I don't say it's easy, at least from organizational/product-development perspective. But that's basically how every translation website before GT worked: type a word in language A, select language B, get the result(s) from a dictionary, done. In the nineties I had this pocket device: https://i.imgur.com/Yp9yTRL.png which would look up and translate words in 8 languages. Today I have a smartphone which can connect to a datacenter with enormous computing power, but a dictionary lookup is a hard problem?
I think the problem is cultural, not one of engineering.
I can't say I can point to any sort of evidence of this, so take it with a pinch of salt, but my gut feeling is that the people in Google who are responsible for GT are somewhat fanatical about making purely statistical machine translation (and, in particular, deep-learning machine translation, a.k.a. neural machine translation) work. They are most probably perfectly well aware that it is possible to improve their system by using some rule-based fall-backs, or some background knowledge, but they have decided that they dont' want to use those and instead want to do machine translation from scratch and from data only, without any expert input.
As a developer I kind of get it: "we have all this machinery so we won't compromise to use the simple route even if it makes sense short-term; let's improve our product instead". But as a user I'd expect Google to be at least as good as dictionary lookup from two decades ago, and do PL -> RU or PL -> DE instead of PL -> EN -> RU, PL -> EN -> DE when I type in a single word.
Google Translate simply isn’t meant to be used for dictionary lookup, though. If you use it for that then you’re using the wrong tool.
This is like complaining that Word isn’t as good as vi, which is decades old, for text editing. Sure they could bolt a text editor onto Word if they wanted to, but why bother? That’s not what people are looking for when they use the product. And if that’s what you want, there are many other choices that are much better.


Your reply should be the records below, duplicated exactly, with any picture removed.

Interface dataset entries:

◇ ◇ ◇ ◇ ◇

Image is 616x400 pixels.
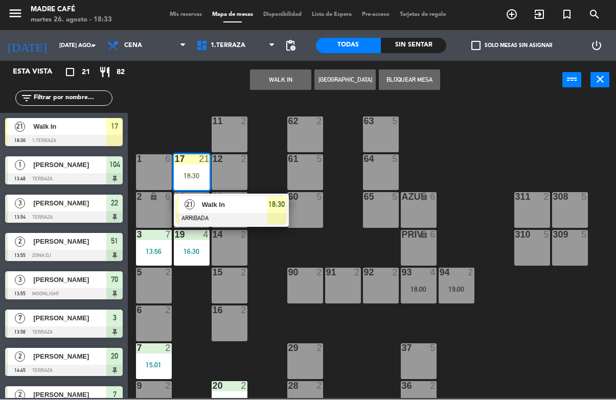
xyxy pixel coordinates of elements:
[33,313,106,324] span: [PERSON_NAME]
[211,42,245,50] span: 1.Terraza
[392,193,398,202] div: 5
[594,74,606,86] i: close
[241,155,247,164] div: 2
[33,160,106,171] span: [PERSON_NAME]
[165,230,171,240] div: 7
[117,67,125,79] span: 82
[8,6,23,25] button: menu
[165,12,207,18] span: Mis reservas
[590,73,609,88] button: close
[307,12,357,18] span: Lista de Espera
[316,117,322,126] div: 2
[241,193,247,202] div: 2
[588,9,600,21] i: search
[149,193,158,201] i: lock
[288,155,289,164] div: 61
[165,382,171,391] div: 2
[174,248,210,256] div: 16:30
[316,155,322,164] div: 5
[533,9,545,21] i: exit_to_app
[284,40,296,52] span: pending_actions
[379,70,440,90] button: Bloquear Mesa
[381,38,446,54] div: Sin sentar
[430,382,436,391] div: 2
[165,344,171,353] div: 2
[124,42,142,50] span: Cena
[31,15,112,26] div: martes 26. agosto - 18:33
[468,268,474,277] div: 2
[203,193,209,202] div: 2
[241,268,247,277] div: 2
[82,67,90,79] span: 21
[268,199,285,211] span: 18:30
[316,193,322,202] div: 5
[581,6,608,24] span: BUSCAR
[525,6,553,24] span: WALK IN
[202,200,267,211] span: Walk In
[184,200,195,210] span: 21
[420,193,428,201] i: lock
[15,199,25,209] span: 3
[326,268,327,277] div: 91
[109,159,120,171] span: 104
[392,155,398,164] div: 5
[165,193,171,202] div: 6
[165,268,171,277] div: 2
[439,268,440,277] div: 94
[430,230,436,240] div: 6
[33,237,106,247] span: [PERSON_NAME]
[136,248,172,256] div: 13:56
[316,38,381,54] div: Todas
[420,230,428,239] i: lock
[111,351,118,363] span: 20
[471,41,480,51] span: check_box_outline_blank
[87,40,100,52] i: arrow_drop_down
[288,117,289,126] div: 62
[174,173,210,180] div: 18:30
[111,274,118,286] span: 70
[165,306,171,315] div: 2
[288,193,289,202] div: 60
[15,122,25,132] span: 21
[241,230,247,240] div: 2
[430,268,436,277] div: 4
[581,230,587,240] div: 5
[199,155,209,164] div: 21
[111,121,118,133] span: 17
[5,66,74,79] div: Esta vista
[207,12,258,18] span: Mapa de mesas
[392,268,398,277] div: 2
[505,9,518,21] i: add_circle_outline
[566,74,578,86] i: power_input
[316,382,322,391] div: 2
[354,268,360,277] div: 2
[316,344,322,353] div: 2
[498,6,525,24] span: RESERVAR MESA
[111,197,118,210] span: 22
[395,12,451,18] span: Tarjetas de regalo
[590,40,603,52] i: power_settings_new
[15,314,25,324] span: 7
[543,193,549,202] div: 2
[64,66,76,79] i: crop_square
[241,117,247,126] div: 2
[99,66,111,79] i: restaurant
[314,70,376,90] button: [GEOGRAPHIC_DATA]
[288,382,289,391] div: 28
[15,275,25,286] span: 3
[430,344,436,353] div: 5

◇ ◇ ◇ ◇ ◇

Result for this exercise:
Image is 616x400 pixels.
xyxy pixel coordinates of elements:
[33,313,106,324] span: [PERSON_NAME]
[211,42,245,50] span: 1.Terraza
[392,193,398,202] div: 5
[594,74,606,86] i: close
[241,155,247,164] div: 2
[33,160,106,171] span: [PERSON_NAME]
[165,230,171,240] div: 7
[117,67,125,79] span: 82
[8,6,23,25] button: menu
[165,12,207,18] span: Mis reservas
[590,73,609,88] button: close
[307,12,357,18] span: Lista de Espera
[316,117,322,126] div: 2
[241,193,247,202] div: 2
[588,9,600,21] i: search
[149,193,158,201] i: lock
[288,155,289,164] div: 61
[165,382,171,391] div: 2
[174,248,210,256] div: 16:30
[316,155,322,164] div: 5
[533,9,545,21] i: exit_to_app
[284,40,296,52] span: pending_actions
[379,70,440,90] button: Bloquear Mesa
[381,38,446,54] div: Sin sentar
[430,382,436,391] div: 2
[165,344,171,353] div: 2
[124,42,142,50] span: Cena
[31,15,112,26] div: martes 26. agosto - 18:33
[468,268,474,277] div: 2
[203,193,209,202] div: 2
[241,268,247,277] div: 2
[82,67,90,79] span: 21
[268,199,285,211] span: 18:30
[316,193,322,202] div: 5
[581,6,608,24] span: BUSCAR
[525,6,553,24] span: WALK IN
[202,200,267,211] span: Walk In
[184,200,195,210] span: 21
[420,193,428,201] i: lock
[15,199,25,209] span: 3
[326,268,327,277] div: 91
[109,159,120,171] span: 104
[392,155,398,164] div: 5
[165,193,171,202] div: 6
[165,268,171,277] div: 2
[439,268,440,277] div: 94
[430,230,436,240] div: 6
[33,237,106,247] span: [PERSON_NAME]
[136,248,172,256] div: 13:56
[316,38,381,54] div: Todas
[420,230,428,239] i: lock
[111,351,118,363] span: 20
[471,41,480,51] span: check_box_outline_blank
[87,40,100,52] i: arrow_drop_down
[288,117,289,126] div: 62
[174,173,210,180] div: 18:30
[111,274,118,286] span: 70
[165,306,171,315] div: 2
[288,193,289,202] div: 60
[15,122,25,132] span: 21
[241,230,247,240] div: 2
[430,268,436,277] div: 4
[581,230,587,240] div: 5
[199,155,209,164] div: 21
[111,121,118,133] span: 17
[5,66,74,79] div: Esta vista
[207,12,258,18] span: Mapa de mesas
[392,268,398,277] div: 2
[505,9,518,21] i: add_circle_outline
[566,74,578,86] i: power_input
[316,382,322,391] div: 2
[354,268,360,277] div: 2
[316,344,322,353] div: 2
[498,6,525,24] span: RESERVAR MESA
[111,197,118,210] span: 22
[395,12,451,18] span: Tarjetas de regalo
[590,40,603,52] i: power_settings_new
[15,314,25,324] span: 7
[543,193,549,202] div: 2
[64,66,76,79] i: crop_square
[241,117,247,126] div: 2
[99,66,111,79] i: restaurant
[314,70,376,90] button: [GEOGRAPHIC_DATA]
[288,382,289,391] div: 28
[15,275,25,286] span: 3
[430,344,436,353] div: 5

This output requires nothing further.